UN: At least half a million Yemenis displaced as conflict escalates
People walk at the site of a Saudi-led air strike that hit a residential area last month near Sanaa airport, May 18, 2015 (Reuters Photo)


The United Nations said more than half a million people have been displaced in the conflicted Yemen as the humanitarian crisis still escalates in the country.Yemen's capital was bombarded on Tuesday for the first time since a five-day ceasefire ended and hopes faded for a political breakthrough in the two-month conflict as a UN-sponsored peace conference originally set for next week was put on hold due to the resumption of fighting.The UN, citing Yemen's health services, said that as of May 15, some 1,850 people had been killed and 7,394 wounded in the violence in Yemen.

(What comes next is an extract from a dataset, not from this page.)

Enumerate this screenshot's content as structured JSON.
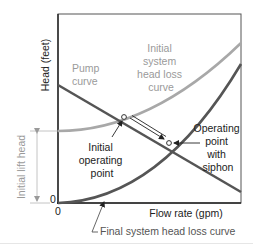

Another 545,000 had been displaced, up from 450,000 announced on Friday.The UN refugee agency said its assessments on the ground during the five-day ceasefire had "exposed enormous difficulties for thousands of civilians displaced by the conflict".The World Food Programme said while the pause was "not long enough to reach all those in need", it had managed to deliver food to 400,000 people, just over half the 738,000 it had aimed to help.After the ceasefire expired on the weekend, the Saudi-led coalition resumed its bombing early Monday with raids on second city Aden, accusing the rebels of violating the truce.Tuesday's raids on the capital hit the presidential palace complex and several bases of troops loyal to former autocratic president Ali Abdullah Saleh, allied with the Houthi rebels.Witnesses said the targets included the Republican Guard missile brigade base in Fajj Attan, south Sanaa, where strikes last month set off a chain of explosions that killed 38 civilians.A Saudi-led coalition has waged an air war on Iran-backed rebels in Yemen since March in an effort to restore the authority of exiled President Abedrabbo Mansour Hadi, who fled to Riyadh.